Another delay sought in Strohmeyer trial
Friday, Aug. 21, 1998 | 10:44 a.m.
Attorneys representing Jeremy Strohmeyer are going to the U.S. Supreme Court in their effort to prevent prosecutors from using child pornography found on the teenager's personal computer in his impending murder trial.
The result could be another delay -- perhaps for months -- of the murder trial over the rape and strangulation slaying of 7-year-old Sherrice Iverson in a Primm casino restroom on May 25, 1997.
Las Vegas attorney Richard Wright and Los Angeles lawyer Leslie Abramson took the first step in that direction Thursday by asking the Nevada Supreme Court for a postponement of the trial while the appeals are being processed in the nation's high court.
The Nevada Supreme Court, however, hasn't been sympathetic to the defense position on the legality of the computer evidence that was seized from Strohmeyer's room in his parent's Long Beach, Calif., home.
The computer was confiscated and probed via a search warrant issued by a California judge shortly after Strohmeyer's arrest on May 28, 1997, as he was fleeing his home.
The legal problem arose when it was learned that the police affidavit -- required by law to specifically set out information that would justify the search warrant -- failed to mention the computer.
The original trial judge, District Judge Don Chairez, had ruled months ago that the computer was illegally seized and couldn't be used as evidence. But earlier this month, and just 10 days before trial, the Nevada Supreme Court overturned Chairez's decision by a slim 3-2 margin.
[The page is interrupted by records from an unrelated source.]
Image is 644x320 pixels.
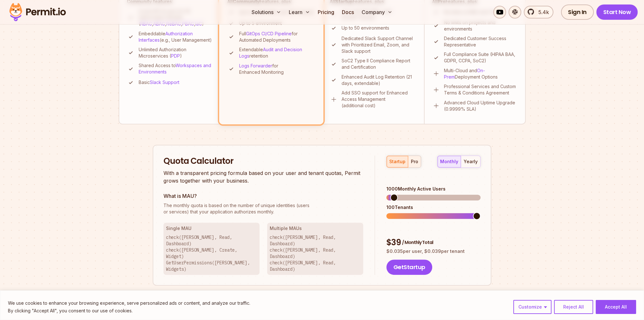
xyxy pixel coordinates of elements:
[386,186,480,192] div: 1000 Monthly Active Users
[535,8,549,16] span: 5.4k
[8,299,250,307] p: We use cookies to enhance your browsing experience, serve personalized ads or content, and analyz...
[444,51,517,64] p: Full Compliance Suite (HIPAA BAA, GDPR, CCPA, SoC2)
[386,204,480,211] div: 100 Tenants
[239,63,272,68] a: Logs Forwarder
[150,79,179,85] a: Slack Support
[386,260,432,275] button: GetStartup
[139,79,179,86] p: Basic
[239,30,315,43] p: Full for Automated Deployments
[386,248,480,254] p: $ 0.035 per user, $ 0.039 per tenant
[239,47,302,58] a: Audit and Decision Logs
[139,30,213,43] p: Embeddable (e.g., User Management)
[386,237,480,249] div: $ 39
[163,202,363,215] p: or services) that your application authorizes monthly.
[444,100,517,112] p: Advanced Cloud Uptime Upgrade (0.9999% SLA)
[595,300,636,314] button: Accept All
[342,90,416,109] p: Add SSO support for Enhanced Access Management (additional cost)
[444,67,517,80] p: Multi-Cloud and Deployment Options
[163,169,363,185] p: With a transparent pricing formula based on your user and tenant quotas, Permit grows together wi...
[163,202,363,209] span: The monthly quota is based on the number of unique identities (users
[402,239,433,245] span: / Monthly Total
[8,307,250,315] p: By clicking "Accept All", you consent to our use of cookies.
[270,225,361,232] h3: Multiple MAUs
[444,68,485,79] a: On-Prem
[339,6,356,18] a: Docs
[163,156,363,167] h2: Quota Calculator
[239,62,315,75] p: for Enhanced Monitoring
[342,74,416,87] p: Enhanced Audit Log Retention (21 days, extendable)
[596,4,638,20] a: Start Now
[139,62,213,75] p: Shared Access to
[246,31,292,36] a: GitOps CI/CD Pipeline
[359,6,395,18] button: Company
[315,6,337,18] a: Pricing
[342,58,416,71] p: SoC2 Type II Compliance Report and Certification
[286,6,313,18] button: Learn
[166,225,257,232] h3: Single MAU
[444,19,517,32] p: No limits on projects and environments
[524,6,553,18] a: 5.4k
[163,192,363,200] h3: What is MAU?
[139,46,213,59] p: Unlimited Authorization Microservices ( )
[139,31,193,43] a: Authorization Interfaces
[411,158,418,165] div: pro
[270,234,361,272] p: check([PERSON_NAME], Read, Dashboard) check([PERSON_NAME], Read, Dashboard) check([PERSON_NAME], ...
[513,300,551,314] button: Customize
[171,53,180,58] a: PDP
[561,4,594,20] a: Sign In
[342,35,416,54] p: Dedicated Slack Support Channel with Prioritized Email, Zoom, and Slack support
[444,35,517,48] p: Dedicated Customer Success Representative
[342,25,389,31] p: Up to 50 environments
[444,83,517,96] p: Professional Services and Custom Terms & Conditions Agreement
[6,1,69,23] img: Permit logo
[166,234,257,272] p: check([PERSON_NAME], Read, Dashboard) check([PERSON_NAME], Create, Widget) GetUserPermissions([PE...
[249,6,284,18] button: Solutions
[554,300,593,314] button: Reject All
[464,158,478,165] div: yearly
[239,46,315,59] p: Extendable retention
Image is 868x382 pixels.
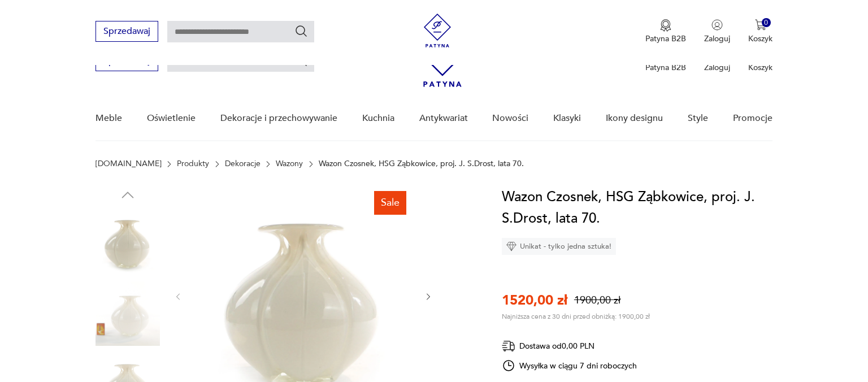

That opened the door to the use of the child pornography and Internet chat room conversations that prosecutors have said will prove Strohmeyer premeditated the murder of the Los Angeles second grader.
An emergency motion by the defense to reconsider the admissibility of the computer was rejected, although the justices ordered a two-week "fairness" delay in the trial to give the defense a chance to conduct its own investigation of the computer's contents.
The trial is set to begin Aug. 31 unless another delay is ordered.
In Thursday's motion, the defense team stated the order permitting prosecutors to use the controversial computer was "plainly erroneous" and pushed through on a "fast track" that prevented a full hearing on the legal issues.
"This peculiar, if not unique, fast-track appeal procedure ... combined with the precipitous, 11th-hour (reversal of Chairez) ... has denied Strohmeyer the opportunity for a full and fair review," the motion stated.
If the Nevada justices decide not to go along, they simply could order that the trial proceed as scheduled and leave the legal issue for an appeal if Strohmeyer is convicted.
If the high court agrees to put off the trial, the defense team then must win permission from the U.S. Supreme Court before there can be a hearing on the Fourth Amendment search and seizure issue.
Wright stated that documents will be filed within a week with the federal court.
Because that court is in recess for the summer and won't begin new hearings until October, the defense motion argued that an extended delay in Strohmeyer's trial is necessary to let that process run its course.